In 1985, Awad returned to Palestine on a tourist visa, where he established the Palestinian Centre for the Study of Nonviolence. Prior to the first intifada, Awad published papers and lectured on nonviolence as a technique for resisting the Israeli occupation. He wrote that nonviolence could be used as a means of resistance. The Centre also sponsored a number of nonviolent actions during the early months on the first intifada. Among the tactics employed was the planting of olive trees on proposed settlements, asking people not to pay taxes and encouraging people to eat and drink Palestinian products. In the Middle East he is called the Arab Gandhi because he was teaching the power of nonviolence similar to Mahatma Gandhi in India during the British Raj. He believed these tactics could be used to resist the Israeli military occupation. He also drew upon the methodologies of Gene Sharp's trilogy, The Politics of Non-Violence. Using this knowledge and his experience, Awad prepared his own "12-page blueprint for passive resistance in the territories," eventually published in the Journal of Palestine Studies.[1]

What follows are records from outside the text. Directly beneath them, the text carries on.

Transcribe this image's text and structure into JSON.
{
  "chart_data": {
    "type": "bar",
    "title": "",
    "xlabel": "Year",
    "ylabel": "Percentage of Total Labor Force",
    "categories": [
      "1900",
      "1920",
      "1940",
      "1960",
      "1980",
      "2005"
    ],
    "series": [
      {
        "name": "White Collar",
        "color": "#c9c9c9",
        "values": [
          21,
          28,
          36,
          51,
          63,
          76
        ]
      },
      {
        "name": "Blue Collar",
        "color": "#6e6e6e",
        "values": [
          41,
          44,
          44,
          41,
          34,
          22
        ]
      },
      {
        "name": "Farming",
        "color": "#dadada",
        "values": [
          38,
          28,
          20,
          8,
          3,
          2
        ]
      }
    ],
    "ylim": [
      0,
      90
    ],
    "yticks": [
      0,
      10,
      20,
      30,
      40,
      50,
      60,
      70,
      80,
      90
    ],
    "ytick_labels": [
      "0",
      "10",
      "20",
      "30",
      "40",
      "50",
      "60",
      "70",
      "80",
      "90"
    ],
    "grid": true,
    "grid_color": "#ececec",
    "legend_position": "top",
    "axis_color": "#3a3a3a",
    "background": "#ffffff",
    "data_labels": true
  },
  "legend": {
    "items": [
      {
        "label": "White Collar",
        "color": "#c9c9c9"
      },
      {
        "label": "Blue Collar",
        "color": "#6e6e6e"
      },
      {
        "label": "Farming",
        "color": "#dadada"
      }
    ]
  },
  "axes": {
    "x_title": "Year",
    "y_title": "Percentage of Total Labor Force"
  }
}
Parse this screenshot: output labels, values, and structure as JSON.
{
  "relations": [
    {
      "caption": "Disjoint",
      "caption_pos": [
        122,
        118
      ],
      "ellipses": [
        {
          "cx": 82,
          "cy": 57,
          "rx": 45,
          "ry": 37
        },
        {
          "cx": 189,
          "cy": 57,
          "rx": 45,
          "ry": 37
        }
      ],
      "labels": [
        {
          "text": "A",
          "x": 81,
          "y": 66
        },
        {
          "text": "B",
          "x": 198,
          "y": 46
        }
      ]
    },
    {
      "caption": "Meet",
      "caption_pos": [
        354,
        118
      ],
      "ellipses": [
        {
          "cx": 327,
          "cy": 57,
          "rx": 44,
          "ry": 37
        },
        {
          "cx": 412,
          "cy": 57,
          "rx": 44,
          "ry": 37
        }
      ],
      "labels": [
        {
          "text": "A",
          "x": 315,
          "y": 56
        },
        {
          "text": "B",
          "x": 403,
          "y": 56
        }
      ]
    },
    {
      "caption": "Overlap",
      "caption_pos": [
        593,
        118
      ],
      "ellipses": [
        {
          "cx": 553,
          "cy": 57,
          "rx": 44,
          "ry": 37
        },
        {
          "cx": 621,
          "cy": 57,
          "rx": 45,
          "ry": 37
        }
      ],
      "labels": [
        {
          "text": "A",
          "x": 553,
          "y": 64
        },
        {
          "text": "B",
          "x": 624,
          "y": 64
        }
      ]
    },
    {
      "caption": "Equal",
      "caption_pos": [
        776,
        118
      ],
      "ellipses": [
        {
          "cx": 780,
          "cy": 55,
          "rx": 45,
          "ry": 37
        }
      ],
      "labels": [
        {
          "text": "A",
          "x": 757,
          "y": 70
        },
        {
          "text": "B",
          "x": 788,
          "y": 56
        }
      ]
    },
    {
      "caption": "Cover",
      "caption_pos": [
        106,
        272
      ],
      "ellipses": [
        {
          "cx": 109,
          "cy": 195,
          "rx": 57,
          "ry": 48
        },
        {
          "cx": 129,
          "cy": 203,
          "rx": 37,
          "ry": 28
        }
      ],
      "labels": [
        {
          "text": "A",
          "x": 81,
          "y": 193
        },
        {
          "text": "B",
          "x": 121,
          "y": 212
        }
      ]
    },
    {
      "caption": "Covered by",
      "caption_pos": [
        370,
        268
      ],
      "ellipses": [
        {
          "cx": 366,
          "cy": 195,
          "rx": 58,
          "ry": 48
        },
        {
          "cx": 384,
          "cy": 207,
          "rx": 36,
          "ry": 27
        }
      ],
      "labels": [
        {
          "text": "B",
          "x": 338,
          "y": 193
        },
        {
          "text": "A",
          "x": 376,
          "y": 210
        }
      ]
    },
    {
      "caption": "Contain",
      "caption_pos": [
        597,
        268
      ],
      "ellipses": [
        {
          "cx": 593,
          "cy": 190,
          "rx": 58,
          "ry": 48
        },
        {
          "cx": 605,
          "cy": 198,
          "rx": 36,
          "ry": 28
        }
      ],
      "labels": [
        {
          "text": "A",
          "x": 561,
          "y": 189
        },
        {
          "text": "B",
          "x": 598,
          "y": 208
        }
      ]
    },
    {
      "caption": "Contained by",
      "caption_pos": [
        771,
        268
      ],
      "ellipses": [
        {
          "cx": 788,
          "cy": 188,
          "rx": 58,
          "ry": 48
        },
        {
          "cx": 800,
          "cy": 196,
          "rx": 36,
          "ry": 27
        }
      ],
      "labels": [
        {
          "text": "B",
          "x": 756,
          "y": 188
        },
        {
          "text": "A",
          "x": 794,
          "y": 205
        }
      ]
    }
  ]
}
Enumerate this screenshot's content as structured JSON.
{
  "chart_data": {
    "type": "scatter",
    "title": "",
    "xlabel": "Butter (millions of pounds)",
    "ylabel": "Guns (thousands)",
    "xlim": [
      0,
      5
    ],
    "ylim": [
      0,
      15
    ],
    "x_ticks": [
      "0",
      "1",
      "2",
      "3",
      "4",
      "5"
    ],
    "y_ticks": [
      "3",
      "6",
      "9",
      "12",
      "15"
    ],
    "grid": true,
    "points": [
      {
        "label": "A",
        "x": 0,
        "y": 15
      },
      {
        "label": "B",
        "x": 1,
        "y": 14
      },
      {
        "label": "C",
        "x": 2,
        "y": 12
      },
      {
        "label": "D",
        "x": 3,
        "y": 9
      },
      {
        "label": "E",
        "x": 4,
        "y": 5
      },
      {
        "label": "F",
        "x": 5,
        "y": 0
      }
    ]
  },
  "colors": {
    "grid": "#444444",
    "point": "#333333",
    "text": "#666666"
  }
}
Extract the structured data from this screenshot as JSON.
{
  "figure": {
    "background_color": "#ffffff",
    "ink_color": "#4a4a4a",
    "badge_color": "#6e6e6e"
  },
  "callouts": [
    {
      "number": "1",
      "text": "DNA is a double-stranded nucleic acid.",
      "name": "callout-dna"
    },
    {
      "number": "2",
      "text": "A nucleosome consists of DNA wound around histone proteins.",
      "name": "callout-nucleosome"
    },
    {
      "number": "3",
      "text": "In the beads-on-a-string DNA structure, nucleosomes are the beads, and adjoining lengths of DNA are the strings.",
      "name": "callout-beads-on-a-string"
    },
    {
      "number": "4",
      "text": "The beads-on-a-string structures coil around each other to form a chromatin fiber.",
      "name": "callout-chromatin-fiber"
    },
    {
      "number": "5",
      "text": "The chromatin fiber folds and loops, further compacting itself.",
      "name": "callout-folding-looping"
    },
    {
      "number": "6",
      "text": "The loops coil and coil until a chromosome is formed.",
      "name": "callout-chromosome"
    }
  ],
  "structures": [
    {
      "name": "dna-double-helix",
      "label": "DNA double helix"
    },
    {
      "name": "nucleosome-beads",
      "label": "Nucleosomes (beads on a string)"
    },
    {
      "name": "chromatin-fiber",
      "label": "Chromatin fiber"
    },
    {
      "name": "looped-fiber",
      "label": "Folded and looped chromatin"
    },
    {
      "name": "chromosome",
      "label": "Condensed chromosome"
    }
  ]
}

Israel deported Awad in 1988, after refusing to review his tourist visa. He appealed to the Supreme Court against his deportation order but his appeal was rejected. One review of the case found that the court had misused erroneously the precedent on which the rejection was determined.[2] He returned to the United States, where he founded the organization Nonviolence International, working in more than six countries to promote nonviolent resistance and human rights.

[edit] Notes

  1. ^ Richardson, David. "Confrontation Quest". The Jerusalem Post, November 25, 1983, p. 9.
  2. ^ http://www.mepc.org/journal_vol5/9701_lustick.asp Ian S. Lustick Has Israel Annexed East Jerusalem? Middle East Policy Council Journal Volume V, January 1997, Number 1

[edit] References

General

  • Awad, Mubarak. "Non-Violent Resistance: A Strategy for the Occupied Territories". Journal of Palestine Studies, Vol. 13, No. 4 (Summer, 1984), pp. 22-36.